[ANN] dawgdic: yet another library for DAWG dictionaries

Instead of making FFI, I have ported a C++ library to Haskell entirely and it turned out it (partially) outperforms existing DAWG packages.

Feedback is appreciated :slight_smile:

10 Likes

In your blog post, the DAWG graph shows a loop from p to p in the encoding of “apple”, but I thought cycles were banned. I also don’t understand how a and an are represented in the graph. Is there a primer on this data structure that I could read?

1 Like

Yeah, I should have get a better example or explain in more details what cycles I was talking about. apple as a word is fine because there’s none-repeated transitions from character to character:

  • -a,
  • a-p,
  • p-p,
  • p-l,
  • l-e,
  • e-

Transition p-p has met only once. So it’s acceptable in such a particular case.

Thank you for pointing out the incomplete picture. I’ve updated it with a and an!

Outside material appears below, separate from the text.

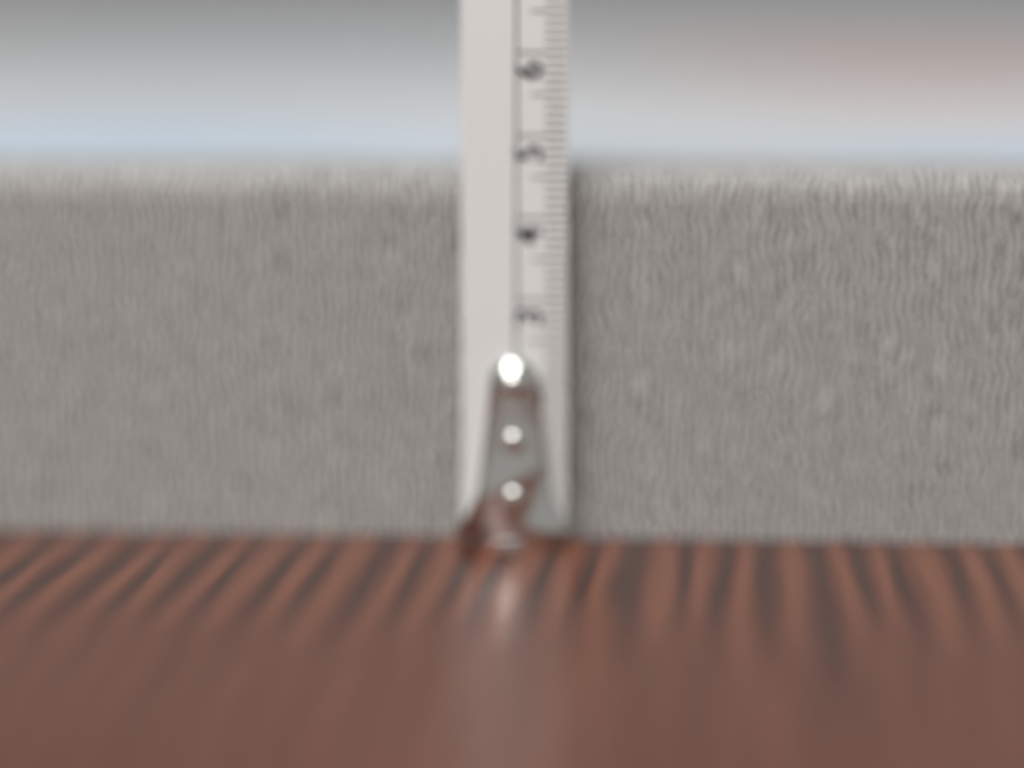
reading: 4.6 cm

As of primer, you can start with Deterministic acyclic finite state automaton - Wikipedia . I will update my post with more links or maybe expand explanation on the data structure.

Also, I’ve figured too late that from chosen lexicon it’s hard to tell what is the benefit of DAWG over Trie. I should have pick better lexicon as baseline. I will think about updating blogpost with another example. Thank you!

4 Likes

Hey! Good stuff! Question about LLMs: did you ask it to generate code that you were able to use in the resulting Haskell package? I’d expect big models to do a decent job at translation, even if the languages are pretty distant. But maybe I’m wrong?

1 Like

Thank you! I have tried two things:

  • Just for fun asked to transform the given ~20-40 loc or small functions from C++ to Haskell and gave some context about it. Result was just horrible.
  • Asked two separate requests. Read/explain C++ code and write adjusted result as Haskell. It was a bit better than horrible but still require more of my time than I could afford.

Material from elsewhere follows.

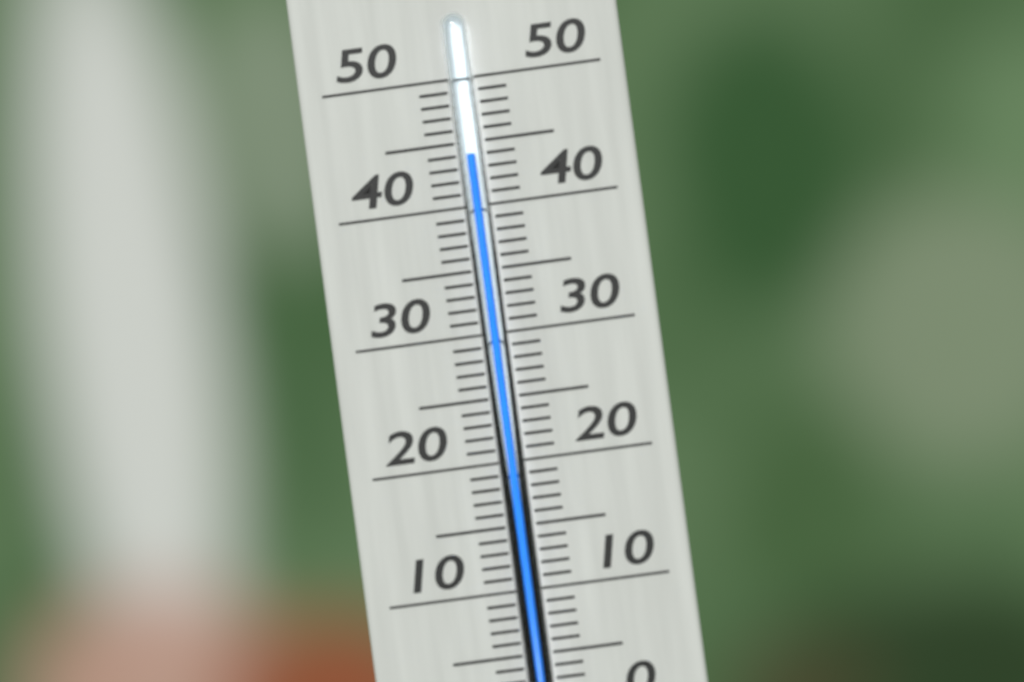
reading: 44 °C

When it concerns Haskell, my (limited) experience is that it produced syntactically correct nonsense. Things that were bothering me:

  • Do-notation abuse, even for pure functions.
  • Literal translation of C++ code which does not work well for (for, while) loops. Yes, it tries to introduce recursion, well, from the first look it is clear that it should be completely rewritten from scratch.
  • Making a lot of incorrect assumptions about the end goal (most likely, based on some frequently recognised patterns).

It did not work with my flow (I had just 15-30 minutes per day) at all. Each session consumed a day without going anywhere. After few attempts I got frustrated, gave up and focused on C++ code explanation instead. I was so frustrated that I purged those sessions during one of maintenance days.